Date: Thu, 11 Sep 2025 17:27:38 -0400
On Thu, Sep 11, 2025 at 7:21 AM Avi Kivity via Std-Proposals
<std-proposals_at_[hidden]> wrote:
>
> The Standard says
>
> > If searches for the names return_void and return_value in the scope
> of the promise type each find any declarations, the program is ill-
> formed.
>
> However, there are cases where one wants both "co_return;" and
> co_return something;" statements in the same coroutine.
>
> The cases are when the coroutine returns a sum type such as std::future
> or std::expected, and one of the options is void (e.g.
> std::future<void> or std::expected<void, something>. In these cases,
> one would want
>
>
> co_return;
>
> to select the void branch of the sum type
>
> and
>
> co_return std::make_exception_ptr(...) // for std::future<void>
>
> or
>
> co_return something(...) // for std::expected<void, something>.
>
>
> to select the non-void branch.
>
> Early versions of gcc did not error when both return_value() and
> return_void() were defined; no problems were observed.
>From a conceptual perspective, `return` and `co_return` should behave
similarly. As it currently stands, any function for which `return
<expr>;` is valid is one where `return;` would not be valid. So it
conceptually makes sense that `co_return` would behave the same way.
That having been said, there's a reasonable argument to be made that
the behavior of `co_return` is already fairly divergent from `return`.
Of particular note is the fact that the relationship between the
returned expression type (if any) and the function's apparent return
type is not nearly as clear as it is for `return`. You may have to dig
deeply into the coroutine machinery to figure out exactly what type
you need to provide, if any.
Also, there's the fact that coroutines can already have *multiple*
different "return types": the type you can put into `co_return`. So
you can already do `co_return X;` and `co_return Y;` where those two
types have no conversion relationship between them or with some other
third type. Adding `co_return;` to that list seems pretty reasonable,
even if it does call a differently named function internally.
<std-proposals_at_[hidden]> wrote:
>
> The Standard says
>
> > If searches for the names return_void and return_value in the scope
> of the promise type each find any declarations, the program is ill-
> formed.
>
> However, there are cases where one wants both "co_return;" and
> co_return something;" statements in the same coroutine.
>
> The cases are when the coroutine returns a sum type such as std::future
> or std::expected, and one of the options is void (e.g.
> std::future<void> or std::expected<void, something>. In these cases,
> one would want
>
>
> co_return;
>
> to select the void branch of the sum type
>
> and
>
> co_return std::make_exception_ptr(...) // for std::future<void>
>
> or
>
> co_return something(...) // for std::expected<void, something>.
>
>
> to select the non-void branch.
>
> Early versions of gcc did not error when both return_value() and
> return_void() were defined; no problems were observed.
>From a conceptual perspective, `return` and `co_return` should behave
similarly. As it currently stands, any function for which `return
<expr>;` is valid is one where `return;` would not be valid. So it
conceptually makes sense that `co_return` would behave the same way.
That having been said, there's a reasonable argument to be made that
the behavior of `co_return` is already fairly divergent from `return`.
Of particular note is the fact that the relationship between the
returned expression type (if any) and the function's apparent return
type is not nearly as clear as it is for `return`. You may have to dig
deeply into the coroutine machinery to figure out exactly what type
you need to provide, if any.
Also, there's the fact that coroutines can already have *multiple*
different "return types": the type you can put into `co_return`. So
you can already do `co_return X;` and `co_return Y;` where those two
types have no conversion relationship between them or with some other
third type. Adding `co_return;` to that list seems pretty reasonable,
even if it does call a differently named function internally.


For the data below, give again exactly the lines from the one containing "The height and width of the screenshot is (650, 958)." through the one containing "This screenshot has width=678, height=370.", both ends included, and no others.

[Saved entries]
[Start of section]

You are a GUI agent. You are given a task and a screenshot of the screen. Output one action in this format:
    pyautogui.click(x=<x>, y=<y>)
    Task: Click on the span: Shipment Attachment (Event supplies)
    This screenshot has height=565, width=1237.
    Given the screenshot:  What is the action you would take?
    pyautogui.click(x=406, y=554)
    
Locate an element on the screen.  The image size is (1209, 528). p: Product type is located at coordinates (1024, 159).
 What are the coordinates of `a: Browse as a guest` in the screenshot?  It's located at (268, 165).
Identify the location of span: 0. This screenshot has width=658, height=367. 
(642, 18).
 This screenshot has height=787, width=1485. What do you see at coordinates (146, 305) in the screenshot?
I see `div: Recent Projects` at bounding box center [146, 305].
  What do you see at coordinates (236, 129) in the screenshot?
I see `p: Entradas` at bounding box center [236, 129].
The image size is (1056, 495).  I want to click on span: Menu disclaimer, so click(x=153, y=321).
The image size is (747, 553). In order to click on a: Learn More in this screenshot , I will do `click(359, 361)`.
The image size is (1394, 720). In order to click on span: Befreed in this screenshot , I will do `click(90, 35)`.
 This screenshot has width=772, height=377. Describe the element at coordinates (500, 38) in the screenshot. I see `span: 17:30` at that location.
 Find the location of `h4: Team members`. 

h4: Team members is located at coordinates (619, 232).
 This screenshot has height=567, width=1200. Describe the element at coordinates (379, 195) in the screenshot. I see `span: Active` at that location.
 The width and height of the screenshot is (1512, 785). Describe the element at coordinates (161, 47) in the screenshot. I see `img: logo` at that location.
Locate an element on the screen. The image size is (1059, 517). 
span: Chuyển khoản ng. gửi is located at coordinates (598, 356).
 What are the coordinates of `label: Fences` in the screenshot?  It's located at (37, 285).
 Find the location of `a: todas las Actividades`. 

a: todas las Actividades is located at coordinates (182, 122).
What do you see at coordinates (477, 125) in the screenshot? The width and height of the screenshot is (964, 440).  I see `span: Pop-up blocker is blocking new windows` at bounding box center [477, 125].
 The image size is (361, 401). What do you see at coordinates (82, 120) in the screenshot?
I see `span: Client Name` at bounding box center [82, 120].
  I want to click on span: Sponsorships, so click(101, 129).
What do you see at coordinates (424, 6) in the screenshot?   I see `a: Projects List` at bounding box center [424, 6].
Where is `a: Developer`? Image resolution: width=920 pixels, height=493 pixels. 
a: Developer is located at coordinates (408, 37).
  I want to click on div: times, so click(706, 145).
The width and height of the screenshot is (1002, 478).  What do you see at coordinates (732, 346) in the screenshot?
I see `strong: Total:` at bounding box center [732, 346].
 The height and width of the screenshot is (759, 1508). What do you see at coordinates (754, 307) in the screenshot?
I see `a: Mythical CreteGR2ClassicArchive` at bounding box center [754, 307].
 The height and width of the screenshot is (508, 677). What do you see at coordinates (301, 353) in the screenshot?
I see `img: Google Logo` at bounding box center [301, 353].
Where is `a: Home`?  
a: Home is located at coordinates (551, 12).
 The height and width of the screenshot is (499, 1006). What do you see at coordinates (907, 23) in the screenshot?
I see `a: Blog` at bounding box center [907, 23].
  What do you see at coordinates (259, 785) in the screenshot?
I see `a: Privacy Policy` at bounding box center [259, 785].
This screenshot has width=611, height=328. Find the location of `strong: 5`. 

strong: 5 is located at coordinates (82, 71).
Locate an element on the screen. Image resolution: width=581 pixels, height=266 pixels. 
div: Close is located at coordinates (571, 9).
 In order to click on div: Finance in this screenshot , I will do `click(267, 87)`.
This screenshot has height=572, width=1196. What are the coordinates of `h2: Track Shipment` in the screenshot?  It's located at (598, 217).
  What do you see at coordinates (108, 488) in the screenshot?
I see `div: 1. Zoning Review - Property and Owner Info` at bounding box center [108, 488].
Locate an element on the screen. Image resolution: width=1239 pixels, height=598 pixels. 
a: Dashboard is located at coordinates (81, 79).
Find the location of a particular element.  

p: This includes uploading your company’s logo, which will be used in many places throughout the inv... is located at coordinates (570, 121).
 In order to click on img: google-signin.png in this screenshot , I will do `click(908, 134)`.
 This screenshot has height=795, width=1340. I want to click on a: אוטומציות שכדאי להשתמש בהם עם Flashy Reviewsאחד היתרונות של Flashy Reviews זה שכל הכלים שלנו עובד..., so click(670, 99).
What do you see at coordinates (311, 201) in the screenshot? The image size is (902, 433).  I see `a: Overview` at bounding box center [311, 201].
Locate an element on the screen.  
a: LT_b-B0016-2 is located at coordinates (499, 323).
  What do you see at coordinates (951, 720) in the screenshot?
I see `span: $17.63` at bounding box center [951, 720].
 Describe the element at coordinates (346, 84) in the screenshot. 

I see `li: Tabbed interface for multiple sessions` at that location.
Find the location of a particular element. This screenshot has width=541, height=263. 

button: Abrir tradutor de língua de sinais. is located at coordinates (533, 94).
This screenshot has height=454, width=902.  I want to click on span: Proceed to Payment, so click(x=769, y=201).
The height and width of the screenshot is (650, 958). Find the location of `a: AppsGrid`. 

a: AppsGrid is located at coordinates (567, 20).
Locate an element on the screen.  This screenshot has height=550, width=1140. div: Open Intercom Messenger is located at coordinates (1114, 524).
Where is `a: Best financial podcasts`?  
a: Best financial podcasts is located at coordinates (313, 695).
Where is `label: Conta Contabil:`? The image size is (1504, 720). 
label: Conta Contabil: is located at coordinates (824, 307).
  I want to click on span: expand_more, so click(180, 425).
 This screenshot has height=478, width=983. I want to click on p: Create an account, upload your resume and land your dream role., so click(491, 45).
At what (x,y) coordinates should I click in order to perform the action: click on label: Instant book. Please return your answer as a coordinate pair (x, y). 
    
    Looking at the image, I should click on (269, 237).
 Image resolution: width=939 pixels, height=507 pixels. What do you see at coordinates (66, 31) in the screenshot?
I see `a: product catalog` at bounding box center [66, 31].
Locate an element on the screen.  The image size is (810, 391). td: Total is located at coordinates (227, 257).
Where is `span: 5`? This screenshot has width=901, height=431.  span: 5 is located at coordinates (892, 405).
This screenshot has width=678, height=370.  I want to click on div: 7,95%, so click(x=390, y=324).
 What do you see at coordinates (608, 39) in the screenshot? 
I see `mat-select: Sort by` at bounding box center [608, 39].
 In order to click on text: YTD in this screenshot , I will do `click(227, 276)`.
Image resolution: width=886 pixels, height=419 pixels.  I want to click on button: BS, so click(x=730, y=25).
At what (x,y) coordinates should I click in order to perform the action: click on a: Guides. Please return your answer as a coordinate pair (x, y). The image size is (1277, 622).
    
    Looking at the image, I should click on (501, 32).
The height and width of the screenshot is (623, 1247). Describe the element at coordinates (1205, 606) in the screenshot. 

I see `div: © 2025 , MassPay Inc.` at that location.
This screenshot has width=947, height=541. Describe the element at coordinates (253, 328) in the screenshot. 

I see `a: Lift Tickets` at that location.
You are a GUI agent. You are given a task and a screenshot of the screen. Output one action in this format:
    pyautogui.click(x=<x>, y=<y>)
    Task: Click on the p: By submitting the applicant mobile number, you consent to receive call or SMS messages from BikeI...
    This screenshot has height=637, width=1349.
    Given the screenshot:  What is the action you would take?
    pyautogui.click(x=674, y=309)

[End of section]

Output of the exercise
The height and width of the screenshot is (650, 958). Find the location of `a: AppsGrid`. 

a: AppsGrid is located at coordinates (567, 20).
Locate an element on the screen.  This screenshot has height=550, width=1140. div: Open Intercom Messenger is located at coordinates (1114, 524).
Where is `a: Best financial podcasts`?  
a: Best financial podcasts is located at coordinates (313, 695).
Where is `label: Conta Contabil:`? The image size is (1504, 720). 
label: Conta Contabil: is located at coordinates (824, 307).
  I want to click on span: expand_more, so click(180, 425).
 This screenshot has height=478, width=983. I want to click on p: Create an account, upload your resume and land your dream role., so click(491, 45).
At what (x,y) coordinates should I click in order to perform the action: click on label: Instant book. Please return your answer as a coordinate pair (x, y). 
    
    Looking at the image, I should click on (269, 237).
 Image resolution: width=939 pixels, height=507 pixels. What do you see at coordinates (66, 31) in the screenshot?
I see `a: product catalog` at bounding box center [66, 31].
Locate an element on the screen.  The image size is (810, 391). td: Total is located at coordinates (227, 257).
Where is `span: 5`? This screenshot has width=901, height=431.  span: 5 is located at coordinates (892, 405).
This screenshot has width=678, height=370.  I want to click on div: 7,95%, so click(x=390, y=324).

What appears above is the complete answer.